U.S. Marines participate in a joint military exercise between South Korea and the United States in Pohang, South Korea, Thursday, March 6, 2025. (Son Dae-sung/Yonhap via AP)

SEOUL, South Korea — South Korean and U.S. troops will begin their large annual joint military drills next week to enhance readiness against North Korean threats, the allies announced Thursday, days after North Korea threatened high-profile provocations against what it called escalating U.S.-led aggression.

However, the announcement was overshadowed by the news of two South Korean fighter jets accidentally dropping eight bombs on a civilian area during a joint live-fire exercise with the U.S. military earlier Thursday.

Eight people were injured and South Korea's military halted all live-fire drills across the country.

The allies have already begun joint field training for the March 10-20 command post exercise dubbed Freedom Shield exercise, South Korea’s Joint Chiefs of Staff said.

The accidental bombing happened during one of the joint training exercises, though there were no U.S. soldiers involved in the incident.

South Korean military spokesperson Lee Sung Joon and his U.S. counterpart, Ryan Donald, told a joint news conference that the training is meant to strengthen their countries' combined defense posture by reflecting evolving challenges such as North Korea’s growing military partnership with Russia.

Lee said the two allies plan 16 brigade-level field trainings this year, up from 10 such drills last year.

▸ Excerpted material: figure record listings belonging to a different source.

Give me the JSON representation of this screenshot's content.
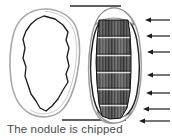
{
  "figure": {
    "caption": "The nodule is chipped",
    "colors": {
      "background": "#ffffff",
      "outer_contour": "#a8a8a8",
      "inner_contour": "#1a1a1a",
      "flake_scar_dark": "#3a3a3a",
      "flake_scar_mid": "#6e6e6e",
      "flake_scar_light": "#b9b9b9",
      "guide_line": "#2a2a2a",
      "arrow": "#1a1a1a",
      "caption_text": "#4a4a4a"
    },
    "views": [
      {
        "name": "plan-view",
        "label": "nodule plan view",
        "description": "Outline of an unworked flint nodule seen from above, drawn with a soft grey outer cortex contour and an angular black inner contour."
      },
      {
        "name": "profile-view",
        "label": "nodule profile view",
        "description": "The same nodule seen in profile after chipping, showing a column of dark flake scars down the centre."
      }
    ],
    "guide_lines": [
      {
        "name": "top-correlation-line",
        "x1": 70,
        "x2": 121,
        "y": 6
      },
      {
        "name": "bottom-correlation-line",
        "x1": 62,
        "x2": 126,
        "y": 120
      }
    ],
    "arrows": {
      "count": 7,
      "direction": "left",
      "meaning": "direction of percussion blows struck against the nodule edge",
      "items": [
        {
          "index": 1,
          "y": 20,
          "tail_x": 170,
          "head_x": 146
        },
        {
          "index": 2,
          "y": 36,
          "tail_x": 170,
          "head_x": 147
        },
        {
          "index": 3,
          "y": 52,
          "tail_x": 170,
          "head_x": 148
        },
        {
          "index": 4,
          "y": 75,
          "tail_x": 170,
          "head_x": 148
        },
        {
          "index": 5,
          "y": 93,
          "tail_x": 170,
          "head_x": 147
        },
        {
          "index": 6,
          "y": 109,
          "tail_x": 170,
          "head_x": 144
        },
        {
          "index": 7,
          "y": 121,
          "tail_x": 170,
          "head_x": 140
        }
      ]
    },
    "flake_scars": {
      "count": 6,
      "band_top": 20,
      "band_bottom": 118,
      "description": "Six stacked flake removal scars with vertical striations"
    }
  }
}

It was unclear how long the live-fire suspension would last. Military officials said they can restart firing exercises once authorities determine the cause of Thursday's accident and take steps to prevent recurrences.

An initial investigation indicated one of the KF-16 pilots had entered wrong coordinates for a bombing site.

North Korea views major South Korean-U.S. military training as an invasion rehearsal and often reacts with missile tests and fiery rhetoric.

Earlier this week, Kim Yo Jong, the influential sister of North Korean leader Kim Jong Un, accused the United States of intensifying confrontational actions and threatened to ramp up measures “threatening the security of the enemy at the strategic level.” She cited the recent temporary deployments of U.S. strategic assets like an aircraft carrier and long-range bombers in South Korea and other U.S.-involved military activities.

Observers say North Korea could test-fire powerful nuclear-capable missiles designed to strike the U.S. mainland and American military bases in the region.

Since his Jan. 20 inauguration, President Donald Trump has said he would reach out to Kim Jong Un again to revive diplomacy. North Korea has not responded to Trump's remarks and says U.S. hostilities against it has deepened since Trump’s inauguration.

During 2018 and 2019, Kim Jong Un and Trump met three times to discuss potential benefits for North Korea should it return to nuclear disarmament. But their diplomacy eventually fell apart after Trump rejected Kim’s offer to dismantle his main nuclear complex, a limited denuclearization step, in exchange of extensive sanctions relief.